There were blood smears on her father’s SUV. The Explorer was blocking the driveway, an anodized rack mounted over its back door. It looked like any other bike carrier, except that this rack was stained with red and crusting blotches that spattered a trail up the drive toward the detached garage. Looked like he got his buck this year. Becky stepped carefully as she crossed to the front steps. Her mother would have her hide if she tracked blood onto the floor. She checked the bottom of her boots and scraped them hard on the brushy doormat before opening the door.

“Hey,” she called. “Anybody home? Mom?”

The small downstairs was deserted.
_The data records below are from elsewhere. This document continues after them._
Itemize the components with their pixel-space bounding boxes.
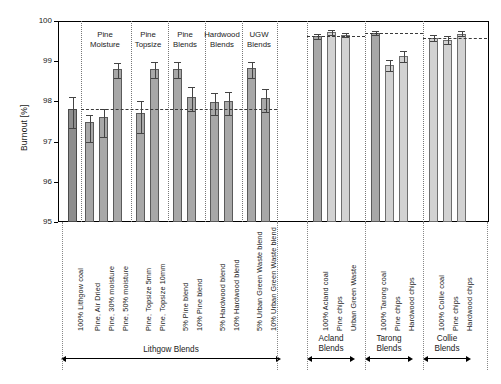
group-separator	[277, 21, 278, 222]
error-bar-cap	[151, 62, 158, 63]
plot-area	[58, 21, 489, 222]
bar	[224, 101, 234, 222]
in-plot-group-label: UGWBlends	[219, 30, 299, 50]
category-label: Urban Green Waste	[349, 265, 358, 331]
error-bar	[118, 63, 119, 78]
error-bar-cap	[262, 89, 269, 90]
reference-line	[423, 38, 487, 39]
bottom-group-label: Lithgow Blends	[121, 345, 221, 355]
category-label: Pine chips	[393, 296, 402, 331]
category-label: Pine, Topsize 10mm	[158, 264, 167, 331]
category-label: Hardwood chips	[465, 277, 474, 331]
error-bar-cap	[86, 142, 93, 143]
category-label: 5% Pine blend	[181, 283, 190, 331]
arrow-right-icon	[408, 356, 413, 362]
bar	[457, 34, 467, 222]
bar	[399, 56, 409, 222]
bar	[150, 69, 160, 222]
group-bracket-line	[312, 358, 350, 359]
error-bar-cap	[444, 44, 451, 45]
error-bar-cap	[342, 37, 349, 38]
error-bar-cap	[262, 112, 269, 113]
bottom-separator	[423, 222, 424, 370]
error-bar-cap	[188, 111, 195, 112]
bar	[341, 35, 351, 222]
bar	[371, 33, 381, 222]
arrow-right-icon	[466, 356, 471, 362]
error-bar-cap	[174, 78, 181, 79]
reference-line	[365, 33, 423, 34]
category-label: 100% Tarong coal	[379, 271, 388, 331]
y-tick-label: 97	[24, 137, 52, 146]
category-label: Pine chips	[451, 296, 460, 331]
category-label: 100% Acland coal	[321, 271, 330, 331]
category-label: Pine, Topsize 5mm	[144, 268, 153, 331]
bar	[187, 97, 197, 222]
error-bar	[155, 62, 156, 78]
y-tick-mark	[54, 61, 58, 62]
error-bar-cap	[386, 71, 393, 72]
bar	[210, 102, 220, 222]
bar	[327, 32, 337, 222]
error-bar-cap	[248, 62, 255, 63]
group-separator	[365, 21, 366, 222]
group-separator	[131, 21, 132, 222]
bottom-separator	[277, 222, 278, 370]
error-bar-cap	[174, 62, 181, 63]
category-label: 10% Hardwood blend	[232, 259, 241, 331]
group-bracket-line	[66, 358, 276, 359]
category-label: 5% Urban Green Waste blend	[255, 231, 264, 331]
bar	[261, 98, 271, 222]
bar	[313, 36, 323, 222]
bar	[173, 69, 183, 222]
error-bar-cap	[137, 133, 144, 134]
category-label: Pine, 50% moisture	[121, 266, 130, 331]
error-bar	[215, 93, 216, 115]
bar	[429, 38, 439, 222]
error-bar-cap	[248, 78, 255, 79]
error-bar	[73, 97, 74, 128]
reference-line	[81, 109, 277, 110]
error-bar-cap	[211, 115, 218, 116]
error-bar	[229, 92, 230, 115]
y-tick-label: 98	[24, 96, 52, 105]
burnout-bar-chart: Burnout [%] 1009998979695 PineMoisturePi…	[0, 0, 501, 384]
error-bar-cap	[114, 63, 121, 64]
error-bar-cap	[151, 78, 158, 79]
error-bar-cap	[400, 62, 407, 63]
error-bar-cap	[225, 115, 232, 116]
error-bar	[141, 101, 142, 132]
category-label: Pine, 30% moisture	[107, 266, 116, 331]
category-label: Pine, Air Dried	[93, 283, 102, 331]
group-separator	[423, 21, 424, 222]
error-bar	[90, 115, 91, 142]
error-bar-cap	[386, 60, 393, 61]
bottom-group-label: CollieBlends	[397, 334, 497, 354]
category-label: 10% Pine blend	[195, 278, 204, 331]
error-bar-cap	[188, 87, 195, 88]
bar	[443, 40, 453, 222]
error-bar-cap	[372, 31, 379, 32]
error-bar	[404, 51, 405, 61]
error-bar-cap	[342, 33, 349, 34]
error-bar	[390, 60, 391, 71]
arrow-right-icon	[350, 356, 355, 362]
group-separator	[307, 21, 308, 222]
group-separator	[205, 21, 206, 222]
y-tick-mark	[54, 182, 58, 183]
error-bar-cap	[86, 115, 93, 116]
error-bar	[178, 62, 179, 78]
error-bar-cap	[328, 30, 335, 31]
y-tick-mark	[54, 222, 58, 223]
bar	[247, 68, 257, 222]
error-bar	[104, 109, 105, 137]
bar	[385, 65, 395, 222]
bottom-separator	[307, 222, 308, 370]
category-label: Hardwood chips	[407, 277, 416, 331]
error-bar-cap	[400, 51, 407, 52]
y-tick-label: 100	[24, 16, 52, 25]
reference-line	[307, 36, 365, 37]
group-separator	[81, 21, 82, 222]
group-bracket-line	[370, 358, 408, 359]
error-bar-cap	[211, 93, 218, 94]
She walked through the kitchen and out onto the back porch. She could hear an electric whine. “Dad?” she shouted.

“Around here,” came an answering yell.

Becky clattered down the back steps and followed the sound around the edge of the garage. The coppery smell of blood nearly overwhelmed her. Her father had the deer hanging upside down from a metal bar chained to a rough wooden frame. Its gut was slit stem to stern, and its hind legs, which were spread wide and clamped to the bar, glistened in the cold sunlight. They had been skinned and cut off below the joint.

“Eugh! Dad, what are you doing?”

Her father paused from sawing straight into the buck’s crotch. “I’m skinning out my deer.” He was wearing baggy coveralls that looked like the aftermath of a terrible fight—all bruise-yellow, greasy grime, and blood. “Then, after he’s hung for a few days, I’m gonna butcher him.”

Becky winced. “Can’t you get someone to do that for you?”

Her father turned, the hacksaw in his hand. He had that look on his face, the one that said,
Goes off to a fancy college and she loses all common sense
. “Sure I could. But I’m not about to spend good money paying someone to do what any fool with a knife and a saw can do.” He replaced the hacksaw on a strip of cardboard that was laid out like a serial killer’s surgical set, with two wicked knives and a pair of long-handled pruning shears.

“I expected to see you on your last legs, the way Bonnie was talking this morning. Shows what she knows.”

Ed worked his hands well into the hide near the deer’s hindquarters and began to peel the skin off the body. “Bonnie’s just worried about your mother and me.”

“And I’m not.”

“Didn’t say that, did I?”

“You don’t say a lot of things. You’ve barely spoken to me since I started working on the Haudenosaunee project.”

“That what you call it? A project?” The hide stuck. Ed tugged it, then reached for one of the knives. “So what are you doing here? I mean, besides giving me grief. Weren’t you supposed to be over to Haudenosaunee puttin’ chains across the roads so’s no one could get in tomorrow?”

“Nobody’s chaining up the roads, Dad. I was visiting the great camp with a contractor. I’m trying to get things in order, so that after GWP buys the land and signs it over to us tonight, the ACC will be ready to implement its vision as soon as possible.”

The words were barely out of her mouth before she wished them back. Sure enough, her father’s eyebrows rose, in an exaggeratedly impressed expression.

“Implement your vision. ’S that what you people at the Adirondack Conservancy Corporation call shutting down the timber harvest and throwing folks out of work?”

Becky felt her face flushing hot. “No, that’s what we call returning the land to its natural state.”

“This land’s been occupied three hundred years. More, if you count the Iroquois. What’s this natural state you think you can get it back to?”

She knew she wasn’t going to win this, but she wanted her dad, for once, to get at least part of what she was trying to do. “We’ll be taking down all the buildings. Volunteers will remove the alien plants and replace them with native species. The forest will have a chance to resume its natural life cycle, unmanaged by harvesting or planting.”

“Firetrap, that’s what you’ll get with no harvesting. Just like you get diseased herds if you don’t hunt the deer.” He sawed in and out with his knife. The hide sagged away from the raw flesh beneath it. “Your group really tearing down the Haudenosaunee buildings? I was up there this morning, you know. Didn’t look as if anyone was getting ready to move. What does Eugene van der Hoeven think about you putting the wrecking ball to his home?”